This website uses cookies

This website uses cookies to ensure you get the best experience. By using our website, you agree to our Privacy Policy

Jean-Yves Gilg

Editor, Solicitors Journal

The right route

Feature
Share:
The right route

By

Mediation has a high success rate and saves time and money, so why is it so often overlooked by local authorities? Gerard Khoshnaw reports

Lord Justice Jackson's report on civil costs actively further promotes the use of mediation. Often a faster and more economic settlement route, mediation nonetheless remains an underused tool. This is particularly so in cases of judicial review.

Judicial review of local authority decisions is increasingly common, with over 60 per cent of authorities handling up to ten annually and some involved in more than 20 each year. Few authorities appreciate when mediation can be employed and seldom does it figure in local authority judicial review cases. This is despite 80 per cent of mediated cases resulting in settlement, with both parties enjoying a flexible and confidential route to resolution.

Of course, mediation is not appropriate in all judicial reviews. Those examining the scope of the local authority's powers, its exercise '“ or non-exercise '“ of its powers and challenges to the lawfulness of an authority's policy would not be appropriate cases. However, any other types of judicial review are, in principle, suitable for a mediated resolution.

Where there is more than one potential solution to the dispute, or a need for a continuing relationship between the parties, mediation comes into its own. Multi-party disputes, those involving planning decisions and claims where a compromise or settlement can be foreseen also lend themselves readily to mediation.

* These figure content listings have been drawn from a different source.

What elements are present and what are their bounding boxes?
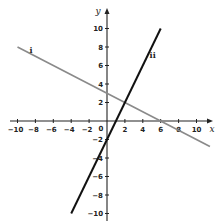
x-axis-arrow-icon — [207, 119, 213, 124]
x-tick-label: 6 — [158, 126, 163, 134]
coordinate-plane: −10−8−6−4−2246810−10−8−6−4−22468100 xyii… — [0, 0, 219, 223]
y-tick-label: 2 — [98, 99, 103, 107]
x-tick-label: −4 — [64, 126, 75, 134]
y-tick-label: −8 — [92, 192, 103, 200]
labels: xyiii — [29, 6, 214, 134]
y-axis-arrow-icon — [105, 8, 110, 14]
y-tick-label: −2 — [92, 136, 103, 144]
y-tick-label: −6 — [92, 173, 103, 181]
y-tick-label: 6 — [98, 62, 103, 70]
line-label-i: i — [29, 45, 32, 55]
y-tick-label: −10 — [87, 210, 103, 218]
x-tick-label: −10 — [8, 126, 24, 134]
line-label-ii: ii — [150, 50, 156, 60]
x-tick-label: 4 — [140, 126, 145, 134]
y-tick-label: 10 — [93, 25, 103, 33]
x-tick-label: −2 — [82, 126, 93, 134]
x-axis-title: x — [209, 124, 214, 134]
origin-label: 0 — [99, 125, 104, 133]
axes — [10, 8, 213, 221]
y-tick-label: 4 — [98, 81, 103, 89]
y-axis-title: y — [94, 6, 101, 16]
y-tick-label: 8 — [98, 44, 103, 52]
x-tick-label: 10 — [192, 126, 202, 134]
x-tick-label: −8 — [28, 126, 39, 134]
x-tick-label: 2 — [122, 126, 127, 134]
x-tick-label: −6 — [46, 126, 57, 134]
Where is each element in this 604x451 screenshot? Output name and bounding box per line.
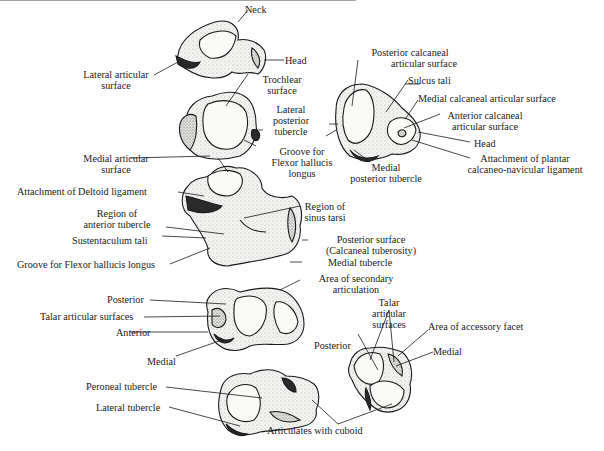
label-area-secondary-articulation: Area of secondary articulation (308, 273, 404, 295)
label-anterior-talar-left: Anterior (116, 327, 151, 338)
label-lateral-articular-surface: Lateral articular surface (76, 69, 156, 91)
label-posterior-talar-right: Posterior (314, 340, 351, 351)
talus-inferior-view (336, 84, 421, 161)
label-attachment-plantar-ligament: Attachment of plantar calcaneo-navicular… (458, 153, 592, 175)
label-posterior-calcaneal-articular-surface: Posterior calcaneal articular surface (355, 47, 465, 69)
label-articulates-with-cuboid: Articulates with cuboid (267, 425, 363, 436)
label-head-talus: Head (285, 55, 307, 66)
label-groove-flexor-hallucis-calcaneus: Groove for Flexor hallucis longus (17, 259, 155, 270)
label-region-sinus-tarsi: Region of sinus tarsi (300, 201, 350, 223)
calcaneus-anterior-view (349, 347, 412, 412)
label-area-accessory-facet: Area of accessory facet (428, 321, 523, 332)
label-lateral-posterior-tubercle: Lateral posterior tubercle (256, 104, 326, 137)
label-medial-articular-surface: Medial articular surface (76, 153, 156, 175)
label-talar-articular-surfaces-left: Talar articular surfaces (40, 311, 133, 322)
label-medial-talar-left: Medial (147, 356, 176, 367)
label-talar-articular-surfaces-right: Talar articular surfaces (362, 297, 416, 330)
talus-lateral-view (176, 21, 266, 78)
label-attachment-deltoid-ligament: Attachment of Deltoid ligament (17, 186, 147, 197)
label-medial-posterior-tubercle: Medial posterior tubercle (344, 162, 428, 184)
label-medial-talar-right: Medial (433, 346, 462, 357)
label-medial-calcaneal-articular-surface: Medial calcaneal articular surface (418, 93, 556, 104)
label-sulcus-tali: Sulcus tali (408, 75, 451, 86)
label-region-anterior-tubercle: Region of anterior tubercle (72, 208, 162, 230)
label-lateral-tubercle: Lateral tubercle (96, 402, 160, 413)
label-medial-tubercle: Medial tubercle (328, 257, 392, 268)
talus-superior-view (179, 92, 259, 159)
label-groove-flexor-hallucis-talus: Groove for Flexor hallucis longus (264, 146, 340, 179)
label-neck: Neck (245, 4, 267, 15)
calcaneus-superior-view (207, 288, 304, 350)
label-trochlear-surface: Trochlear surface (252, 74, 312, 96)
label-posterior-talar-left: Posterior (107, 294, 144, 305)
calcaneus-medial-view (182, 166, 301, 266)
anatomy-figure: Neck Head Lateral articular surface Troc… (0, 0, 604, 451)
label-head-inferior: Head (474, 138, 496, 149)
label-anterior-calcaneal-articular-surface: Anterior calcaneal articular surface (440, 110, 530, 132)
label-posterior-surface-calcaneal-tuberosity: Posterior surface (Calcaneal tuberosity) (316, 234, 426, 256)
label-peroneal-tubercle: Peroneal tubercle (86, 381, 157, 392)
label-sustentaculum-tali: Sustentaculum tali (72, 235, 148, 246)
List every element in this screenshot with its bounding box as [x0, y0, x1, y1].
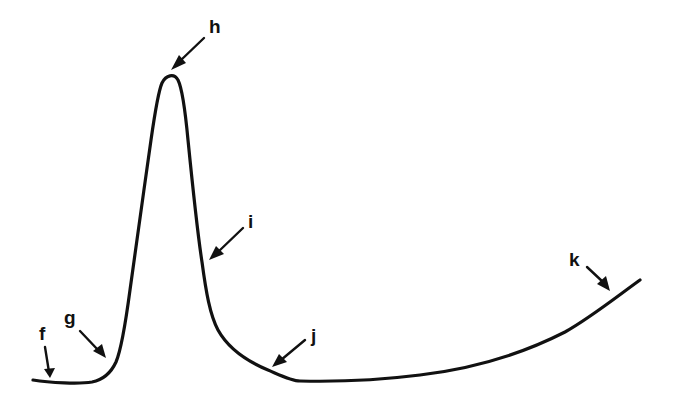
label-i: i	[248, 212, 253, 231]
arrow-i-icon	[209, 228, 243, 260]
label-k: k	[569, 250, 580, 269]
response-curve	[33, 76, 640, 383]
arrow-k-icon	[587, 267, 610, 291]
arrow-g-icon	[80, 331, 106, 358]
label-f: f	[39, 324, 45, 343]
label-h: h	[209, 17, 221, 36]
arrow-f-icon	[44, 347, 55, 378]
label-g: g	[64, 308, 76, 327]
arrow-h-icon	[171, 38, 204, 70]
arrow-j-icon	[272, 340, 305, 367]
label-j: j	[311, 326, 316, 345]
curve-diagram	[0, 0, 680, 403]
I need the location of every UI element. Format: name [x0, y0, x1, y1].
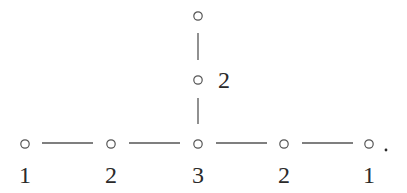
node-n7	[194, 12, 202, 20]
label-n1: 1	[19, 162, 31, 188]
label-n2: 2	[105, 162, 117, 188]
node-n4	[280, 140, 288, 148]
node-n3	[194, 140, 202, 148]
node-n6	[194, 76, 202, 84]
label-n6: 2	[218, 67, 230, 93]
node-n1	[21, 140, 29, 148]
label-n3: 3	[192, 162, 204, 188]
node-n2	[107, 140, 115, 148]
label-n5: 1	[363, 162, 375, 188]
trailing-period	[385, 149, 388, 152]
label-n4: 2	[278, 162, 290, 188]
node-n5	[365, 140, 373, 148]
dynkin-diagram: 1 2 3 2 1 2	[0, 0, 407, 193]
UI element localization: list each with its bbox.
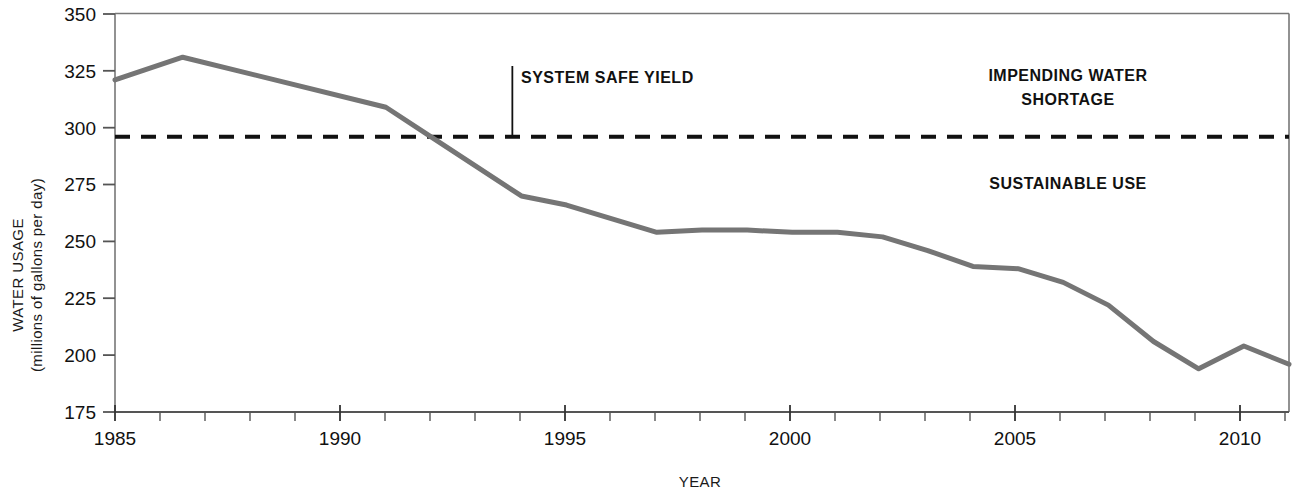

Why is mediation underused?

Despite pressure from many angles '“ the pre-action protocol, the LSC funding code, the cost of such claims to the authority and the legal aid purse and the time they take '“ only three per cent of local authority judicial reviews are referred to mediation. Often, local authorities fail to even consider whether a particular dispute is appropriate for mediation. Some even see it a sign of weakness to suggest mediation. The tight time constraints on a judicial review also persuade lawyers to dismiss mediation, while their historical lack of familiarity with the mechanics of the process also steers them clear of this route.

Deciding when to employ mediation is a simple process that involves examining key elements such as the potential for more than one possible solution to the dispute, the importance of a continuing relationship between the parties, the need for speed and cost control and the desire for confidentiality.

Other factors come into play depending on the nature of the dispute, but one issue remains constant: the proven benefits of a third party to break deadlock and help parties reach a settlement that meets all their needs while reducing massively the time and cost of the legal process. Even by simply offering mediation '“ which may be declined by the claimant '“ the authority can argue for a favourable costs order if the claim ultimately succeeds.

Experienced mediators can quickly form an unbiased understanding of the claim and of what motivates the parties to determine their objectives. This enables the mediator to engage directly with the parties to build rapport which may facilitate resolution.

When to use mediation in judicial review

Of the few judicial reviews taken to mediation, an impressive 95 per cent resulted in settlement. When mediation might be the most appropriate route for a local authority to take can be illustrated by looking at some recent examples:

1. A local authority and a care service provider disputing the hourly rate the authority was willing to pay. If the local authority had commissioned services from other providers, it could have faced multiple judicial review claims from the individual users receiving care from the provider. Mediation was used to avoid the judicial review challenges.

2. Mediation was also employed to resolve a judicial review challenge by four local authorities over the star ratings they received from the Commission for Social Care Inspection.

3. Where a family challenged a local authority for failure to provide a care plan for a young woman with severe learning difficulties who had been sexually abused, the case was mediated and a settlement reached.

Mediation is best suited to be entered into at one of three stages:

1. following the issue/receipt of a letter of claim prior to the commencement of court proceedings;

2. after court proceedings are issued; or

3. after the court grants permission to proceed.

Given the high success rate when mediation is used in judicial review disputes, it is surprising that it remains a low priority for local authorities '“ especially in the current environment of budget and funding cuts.

It is hoped that many more local authorities and their legal advisers will consider more carefully the mediation route. It is an easy option to consider mediation to be inappropriate because it does require a degree of lateral, expansive and global thinking to identify whether it can be used in such situations to provide a total solution to the dispute. Even when it cannot, however, it can help resolve some issues (if not all) thereby saving time and cost and succeeding in narrowing down the key issues between the parties.